John Hare’s God’s Command, Chapter 4, Section 4.1.3, “The Social Character of Obligation”:

Hare now asks if we, by bringing in human nature in this way, have abandoned the distinctive mark of divine command theory, and simply turned it into a species of natural law theory. The argument has not been that the moral law is natural law strictly speaking, but that the content of at least two of the Ten Commandments has been turned into presumptions against taking God to be commanding us to act in a certain way, and these presumptions are taken from what fits human nature. For Scotus, the first table is natural law strictly speaking (except for the “seventh day” prescription). The command to love the neighbor would also be natural law strictly speaking, since we are necessarily commanded to love God, and to love the love of God, and therefore to love the neighbor’s love of God. But Scotus believes in the possibility of reprobation, so there is a restriction needed: we are commanded to love the love of God in the neighbor “at least by anyone whose friendship [God] is pleased to have.” We can and should have a defeasible presumption that we and the neighbor are not among the reprobate, because the judgment is God’s and not ours. Moreover, since we are necessarily commanded to love God, and since human nature is specified in terms of this end, we can say that God necessarily commands what fits human nature. But Scotus does not think that any of the specific commands in the second table can be deduced from this. There are two different possible kinds of deduction from what fits us. There is a deduction of a presumption in two cases, but in no case is there a deduction of an absolute prohibition.

A second point is more important. The argument so far doesn’t imply the moral law or moral obligation is deducible from human nature even in the case of the prohibitions on killing the innocent or on lying. There can be a presumption against doing something and still not an obligation not to do it. Here we return to Adams and Darwall and their notion of the social character of obligation, which we can accept with one qualification. The social character is that we are obligated to someone, or by someone. [Murphy objects that, whereas tort law always has a tortfeasor and a victim, and so has a “bipolar” structure, this is not true of criminal law, which can have a “monadic” structure in which there may be no victims at all (God and Moral Law, 126). If this is right, we should not say that obligation as such is bipolar. But there is good reason, Hare thinks, explored by Darwall in The Second-Person Standpoint, ch. 5, to think that moral obligation is more like tort law in this respect.] The opposite of “obligatory” is “forbidden.” It is not at all an easy matter to delineate this social character, but the general point seems right. The qualification is that we should not derive the agent’s obligation from the goodness to the agent of the relation that would be damaged by violating the obligation. That would be another form of eudaemonism. But that aside, suppose we start with the way Adams puts the basic idea, that, where there is a violation of an obligation, one “may appropriately have an adverse reaction to it.” The question is: Who is it whose appropriate reaction is here in question? Human beings have limited information, and limited sympathies. Even if we did know the preferences of others, we would tend to prefer the preferences of some people to the preferences of others in a way not countenanced by the moral law.

We might ask, why should we assume that the person to whom we are accountable in an obligation is the same as the person who generated the obligation in the first place? There is a tradition of argument, in Kant, for example, and also in Suarez, that God is legislator, executive ruler, and judge, and that moral law assumes that it is the same person who carries out all three functions. This tradition lay behind the discussion of God’s authority in Ch. 2. In Kant’s terms, the author of the law (which we repeat in our own wills) has to have a holy will, the administration of the law has to be by the “supersensible author nature,” and the judge has to be able to see into our hearts; and there is one person, and it is the same person, who does these three things. We might ask: “Why could it not be three different persons?” After all, in human societies it can be an advantage to have these functions divided. Hare is content to make this modest claim: If there is only one God, that one God is the most appropriate person for these three roles.

If this argument works, or something like it works, we can say that moral obligation requires not just a presumption against doing something but an obligator, and that deducibility from human nature and non-divine facts alone therefore has to be denied. Now we can return at last to Murphy’s dilemma. The first horn proposed that, if God is free to command what God wants, the non-moral and non-divine facts are inert. But if, as Hare has argued, God is constrained though not determined by facts about our nature, these facts will not be inert. The second horn of the dilemma proposed that it is odd to say that we are obligated not by the maximal set of non-moral, non-divine facts (where these include facts about our nature), but God is so constrained. The response is that this is not odd at all. We and God are different. Both God and we are constrained by non-moral and non-divine facts, and neither God nor we are obligated by those facts. But we are obligated by God’s commands. God does not require an obligator at all, but is the obligator. Even in those cases of moral law (if there are any) in which God’s command is constrained by the non-moral, non-divine facts, we are obligated not by those facts but by God’s command.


• _What the task asks_: Provide only the number of lines in the data below that contain the word "labels".

◆ ◆ ◆

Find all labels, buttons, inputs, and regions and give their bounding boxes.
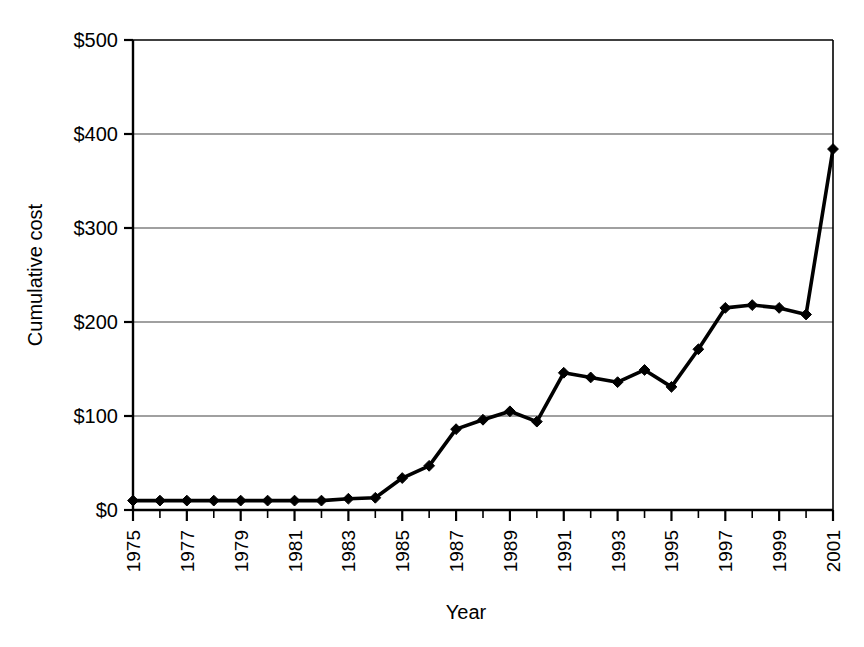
x-tick-label: 1993 (608, 530, 629, 572)
x-axis-title: Year (446, 601, 487, 623)
data-point-marker (128, 495, 139, 506)
x-tick-label: 1989 (500, 530, 521, 572)
y-tick-label: $100 (74, 405, 119, 427)
y-tick-label: $500 (74, 29, 119, 51)
data-point-marker (612, 377, 623, 388)
series-line-cumulative-cost (133, 149, 833, 501)
data-series-markers (128, 144, 839, 506)
data-point-marker (828, 144, 839, 155)
x-tick-label: 1979 (231, 530, 252, 572)
data-point-marker (505, 406, 516, 417)
x-tick-label: 1987 (446, 530, 467, 572)
y-tick-label: $300 (74, 217, 119, 239)
y-tick-label: $0 (96, 499, 118, 521)
data-point-marker (235, 495, 246, 506)
gridlines (133, 134, 833, 416)
chart-figure: $0$100$200$300$400$500 19751977197919811… (0, 0, 864, 647)
data-point-marker (155, 495, 166, 506)
x-tick-label: 1985 (392, 530, 413, 572)
data-point-marker (181, 495, 192, 506)
data-point-marker (801, 309, 812, 320)
x-tick-label: 1997 (715, 530, 736, 572)
data-point-marker (343, 493, 354, 504)
data-point-marker (747, 300, 758, 311)
data-point-marker (316, 495, 327, 506)
line-chart: $0$100$200$300$400$500 19751977197919811… (0, 0, 864, 647)
y-axis-title: Cumulative cost (24, 203, 46, 346)
data-point-marker (208, 495, 219, 506)
data-point-marker (585, 372, 596, 383)
x-tick-label: 2001 (823, 530, 844, 572)
y-axis-tick-labels: $0$100$200$300$400$500 (74, 29, 119, 521)
x-axis-ticks (133, 510, 833, 521)
data-point-marker (289, 495, 300, 506)
x-tick-label: 1977 (177, 530, 198, 572)
data-point-marker (262, 495, 273, 506)
y-axis-ticks (124, 40, 133, 510)
x-tick-label: 1999 (769, 530, 790, 572)
x-tick-label: 1983 (338, 530, 359, 572)
x-tick-label: 1995 (661, 530, 682, 572)
y-tick-label: $200 (74, 311, 119, 333)
x-tick-label: 1991 (554, 530, 575, 572)
x-axis-tick-labels: 1975197719791981198319851987198919911993… (123, 530, 844, 572)
x-tick-label: 1981 (285, 530, 306, 572)
data-point-marker (774, 303, 785, 314)
data-series-line (133, 149, 833, 501)
plot-frame (133, 40, 833, 510)
y-tick-label: $400 (74, 123, 119, 145)
x-tick-label: 1975 (123, 530, 144, 572)
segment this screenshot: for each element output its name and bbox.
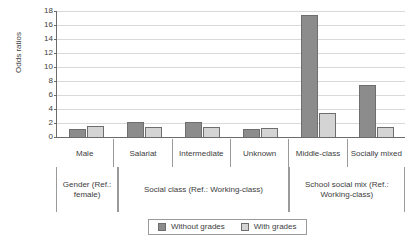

◆ ◆ ◆

• _Answer to this task_: 3